PHNOM PENH, Cambodia — Cambodia has been one of several of the last decade’s East Asian economic success stories, seeing its poverty rate plummet to 18.6 percent in 2012.
Enrique Aldaz-Carroll, former Senior Country Economist at the World Bank, called Cambodia one of the “Olympians of growth.” “With an annual average of 7.7 percent for two decades now, it is now the sixth-fastest in the world from 1993 to 2013,” Aldaz-Carroll said.
Cambodian economic growth is forecasted to reach 7.5 percent in 2015, in spite of regional instability. While the Cambodian economy is driven primarily by its garment and construction industries, Cambodia expects five million international tourists in 2015, according to Prime Minister Hun Sen—up from 11 percent from the 4.5 million in 2014.
“Tourism has contributed to sustaining economic growth, creating jobs and reducing people’s poverty,” Hun said.

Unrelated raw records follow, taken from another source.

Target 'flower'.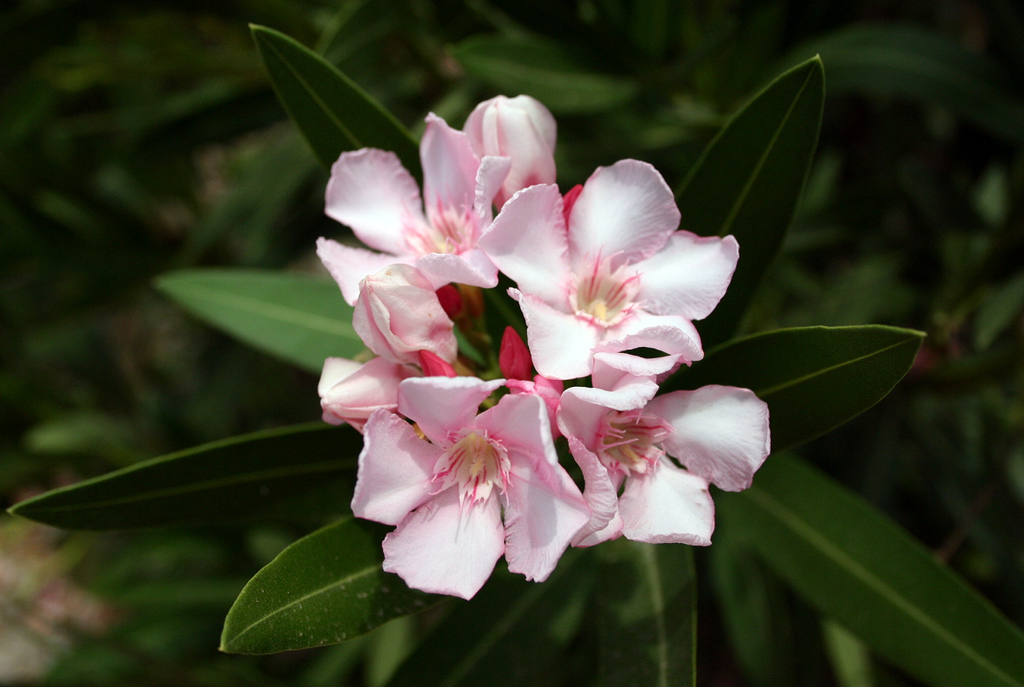
Target region: <bbox>461, 94, 551, 203</bbox>.
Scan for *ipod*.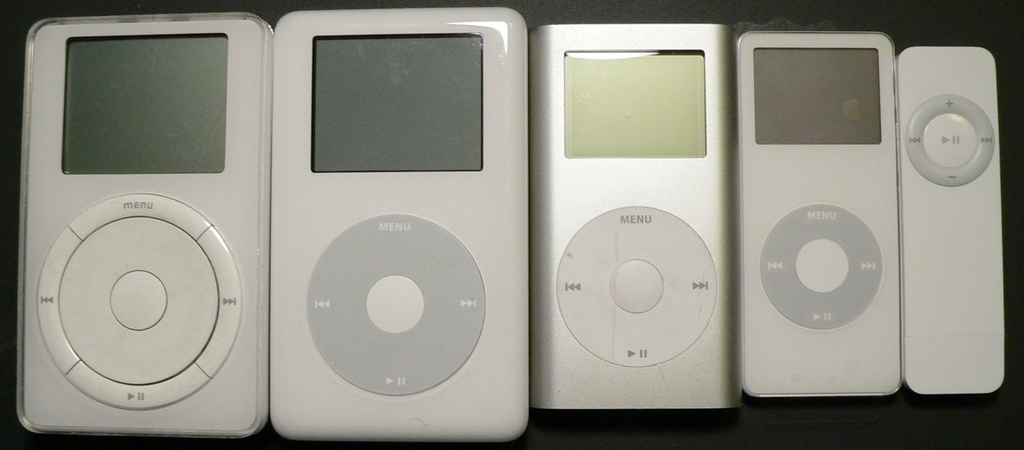
Scan result: {"x1": 531, "y1": 26, "x2": 747, "y2": 408}.
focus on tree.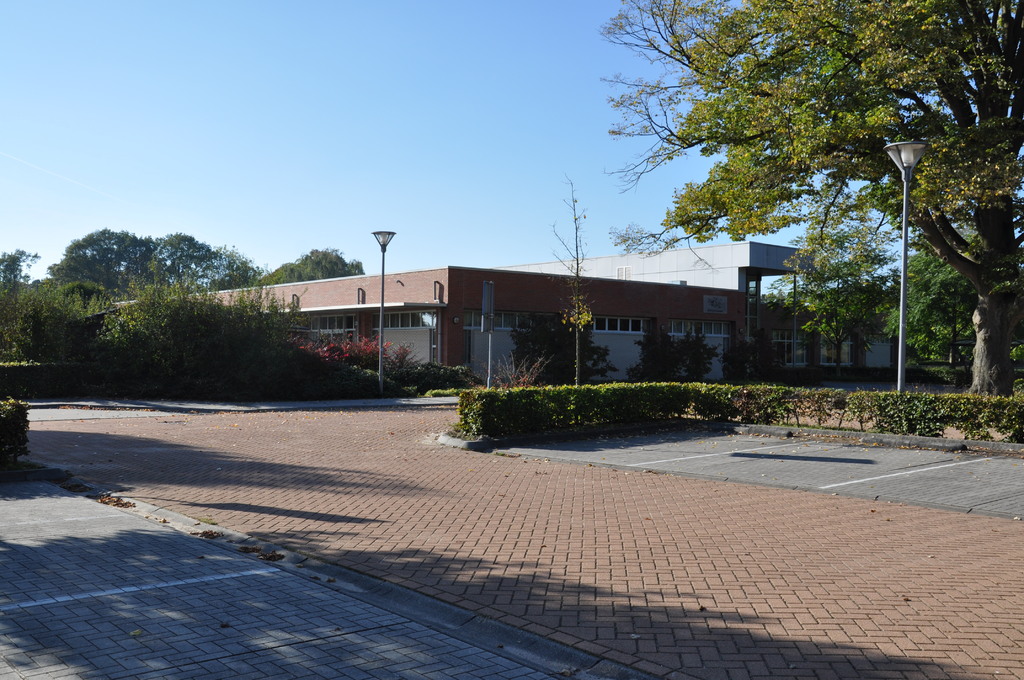
Focused at (589,0,1022,397).
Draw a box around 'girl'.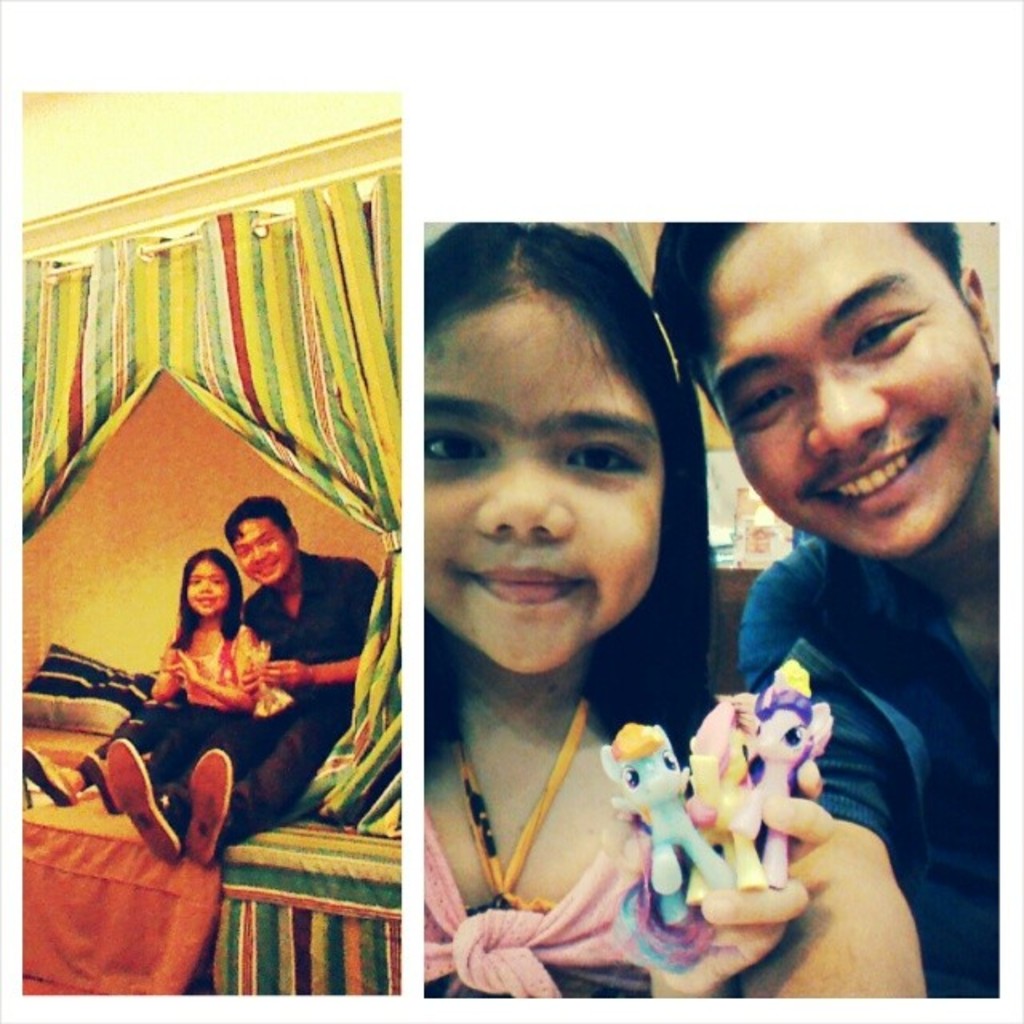
(left=22, top=555, right=261, bottom=816).
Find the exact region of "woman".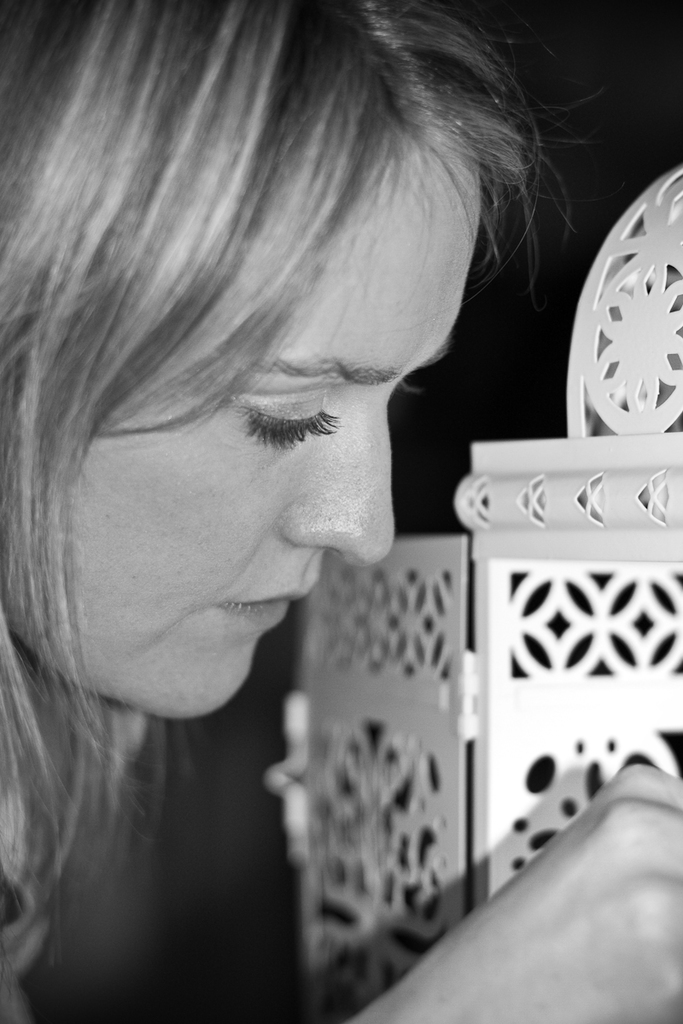
Exact region: (0, 0, 682, 1023).
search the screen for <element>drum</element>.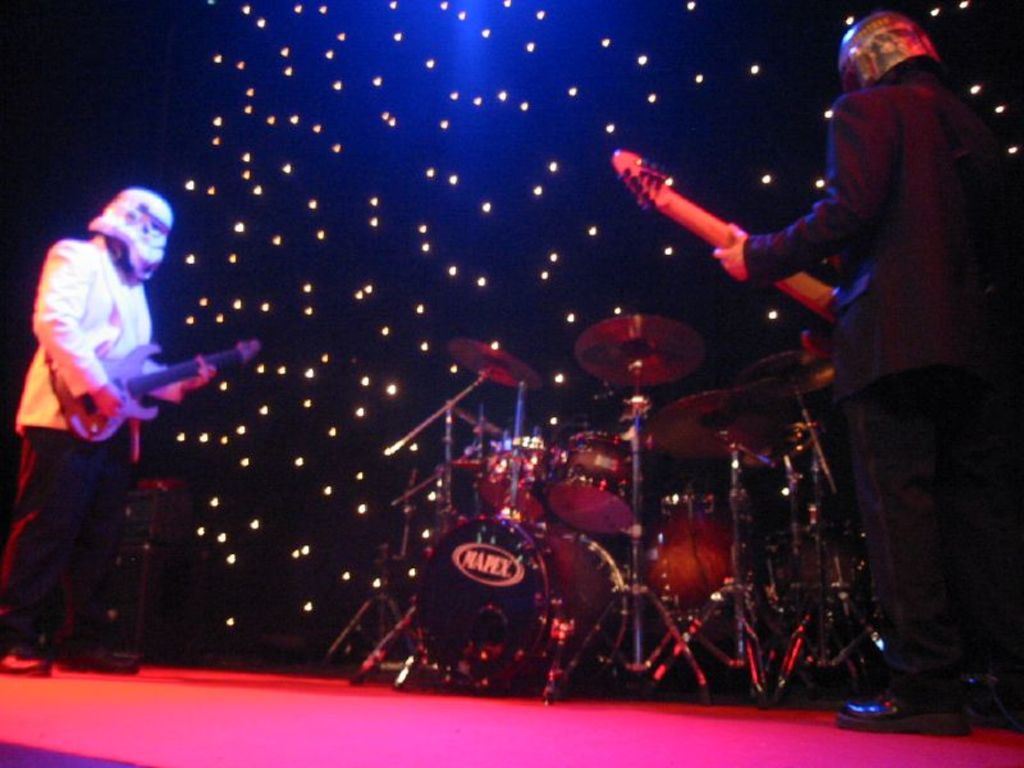
Found at detection(413, 515, 631, 686).
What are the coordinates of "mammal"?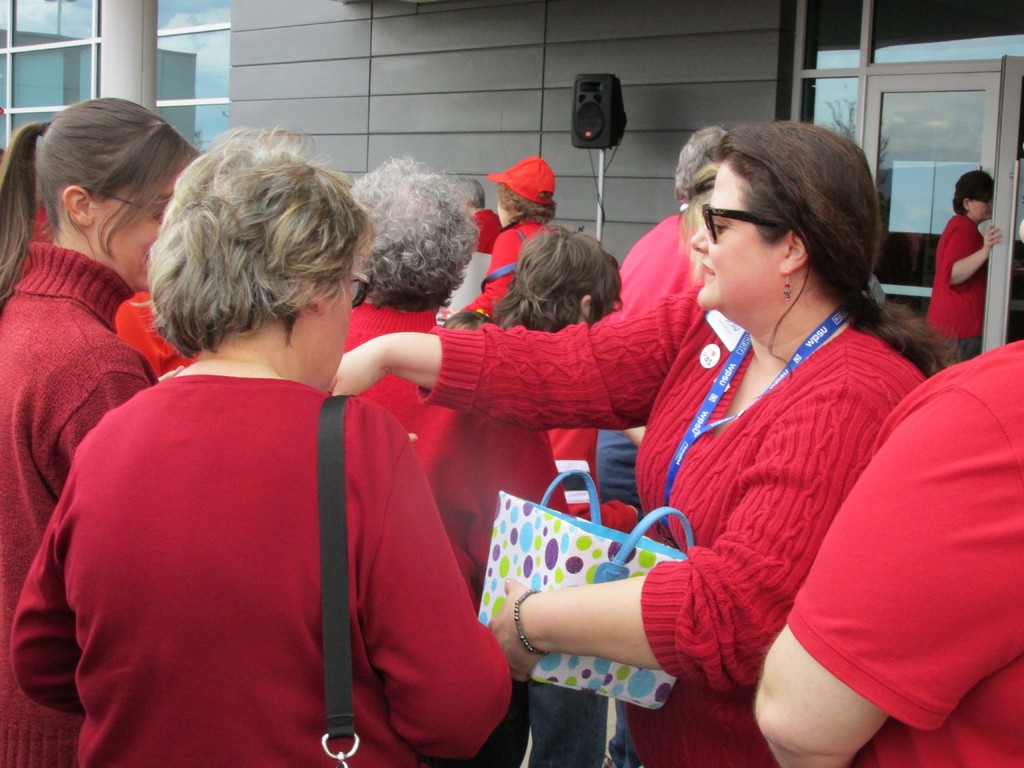
<bbox>753, 335, 1023, 767</bbox>.
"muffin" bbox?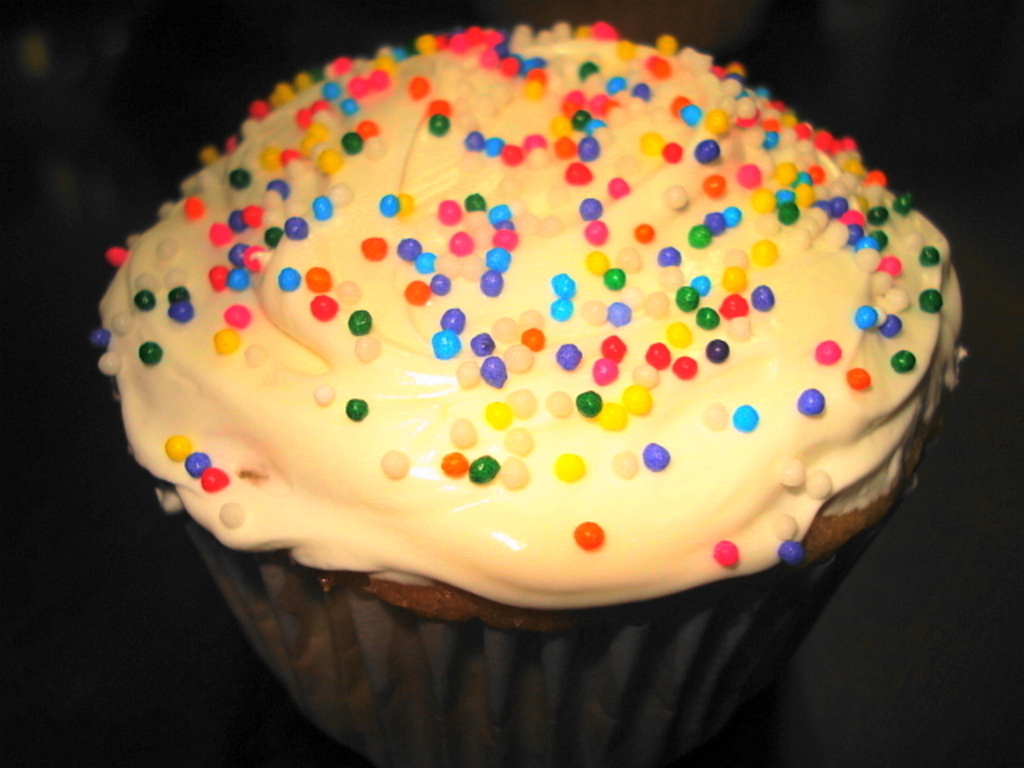
[86,11,971,766]
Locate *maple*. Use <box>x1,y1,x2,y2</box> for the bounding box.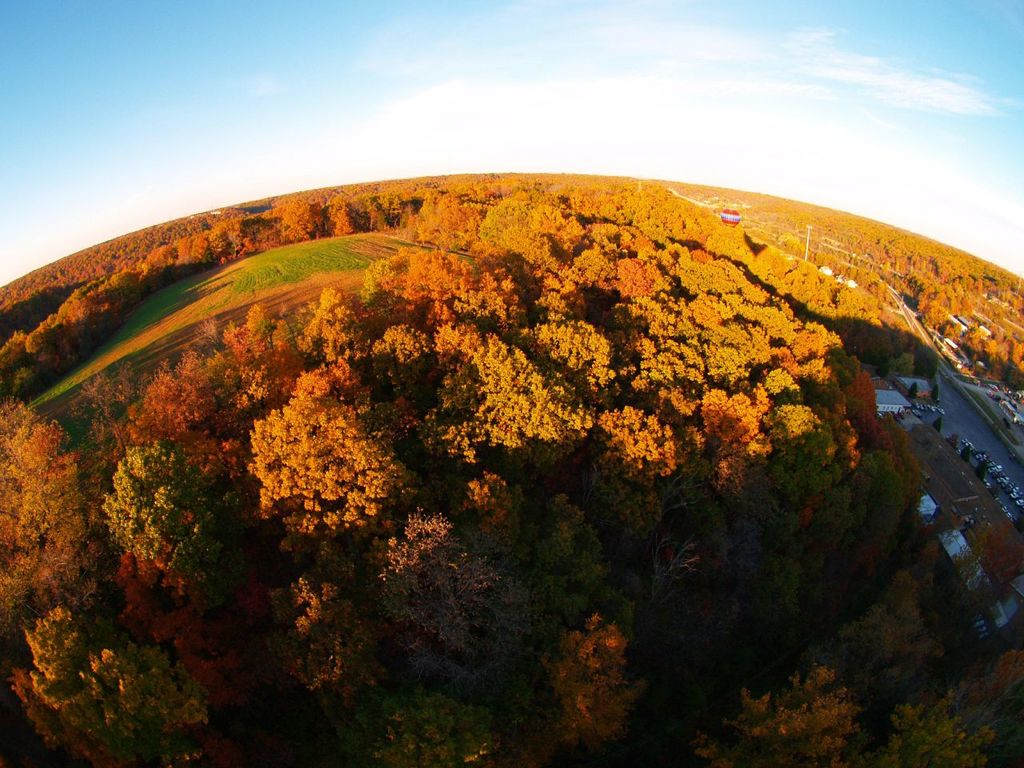
<box>28,171,1000,679</box>.
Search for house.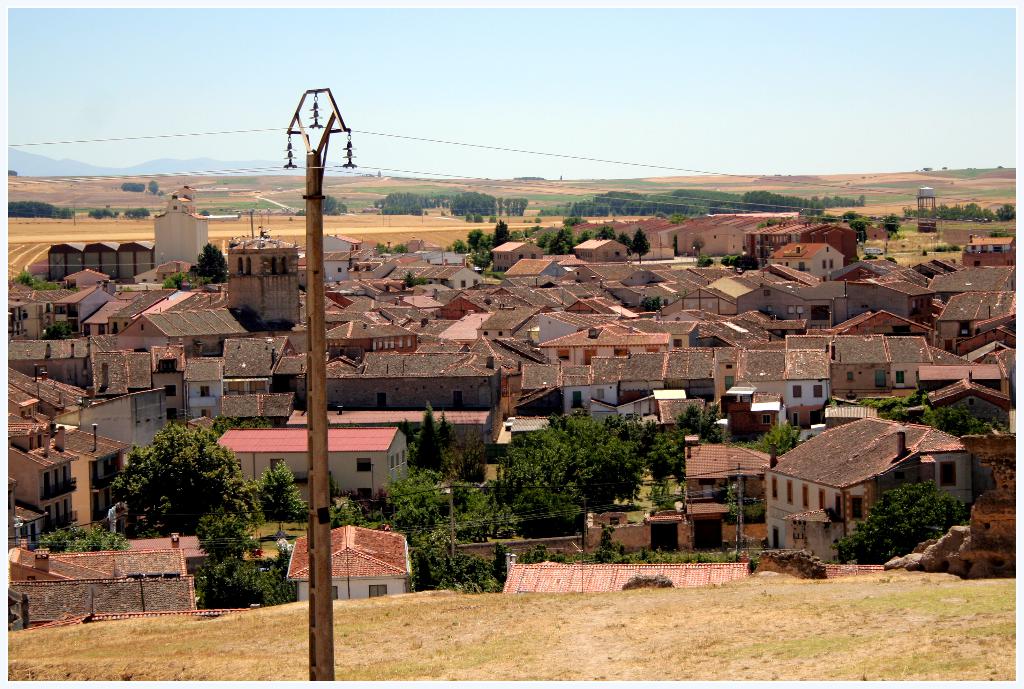
Found at [left=369, top=289, right=433, bottom=310].
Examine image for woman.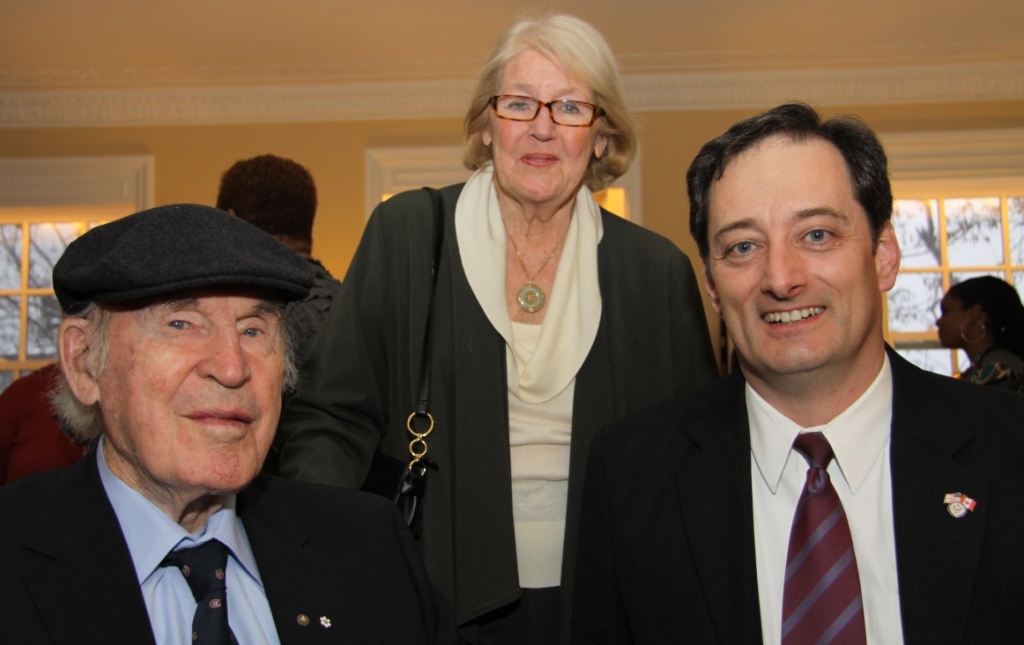
Examination result: <bbox>936, 277, 1023, 388</bbox>.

The government sees tourism as “green gold” and the development of Cambodia’s tourism focuses mainly on the potential of cultural and ecological resources.
While Cambodia boasts two world heritage cultural sites, it has recently lost one of its biggest ecological tourist attractions—Boeung Kak Lake.
The Cambodians leased the lake, the largest urban wetland in Cambodia’s capital, and the surrounding area to Shukaku Inc. in 2007. The company subsequently began the process of filling the lake with sand, in order to facilitate construction projects on and around the lake.
More than seven years later, Boeung Kak Lake has been reduced to a puddle; thousands of Cambodians have been displaced and the lake’s ecosystem irreparably damaged.
The lake was once relied on as a means of storm water drainage; predictably, local flooding has increased since Shukaku began pumping sand into Boeung Kak in 2008.
The lake was also a destination for foreign tourists, and lakesiders depended on the lake to bring foreigners to their lakeside shops, restaurants and hotels.
The lake project has prompted protests from lakeside residents who were given the choice between $8,500 in compensation or $500 to relocate to Shukaku-provided housing on the outskirts of Phnom Penh and from human rights and environmental activists from abroad.
Thus far, the Cambodian government has met the protests with oppression.
“Cambodia has a long track record of using its highly politicized legal system to target and imprison activists, including for peaceful protests,” an Amnesty International report said.
According to Janice Beanland of Amnesty International, the Cambodian government is continuing this trend in its treatment of lakeside protestors.
“The Cambodian authorities cannot expect anyone to consider these cases in isolation—they are part of a familiar pattern of the authorities lashing out at critics and violating the rights to freedom of peaceful assembly and expression, often violently,” Beanland said.
Those arrested have been subjected to summary trials at the hands of a judicial system that has drawn criticism from the U.N. for its lack of independence.
The controversy surrounding Boeung Kak Lake has raised questions about the inclusiveness of Cambodian development; after all, a senator of Cambodia’s ruling party owns Shukaku Inc.
While the potentially exclusive nature of Cambodian development has received relatively little attention in the West, a forthcoming photography book, Transitioning Cambodia, could change that.
The book is a collaboration between photojournalist Nicolas Axelrod, journalist Denise Hruby and designer Fani Llaurado.
While Axelrod notes the impressiveness of the rising tide of Cambodian development, he wonders how many are being left in its wake.
“It’s a phase of Cambodia that we will never see again. It’s impressive how quickly the middle class has grown and there is so much more wealth than before. But what worries me and what I am scared of is that a lot of people have been left out in this change,” Axelrod said.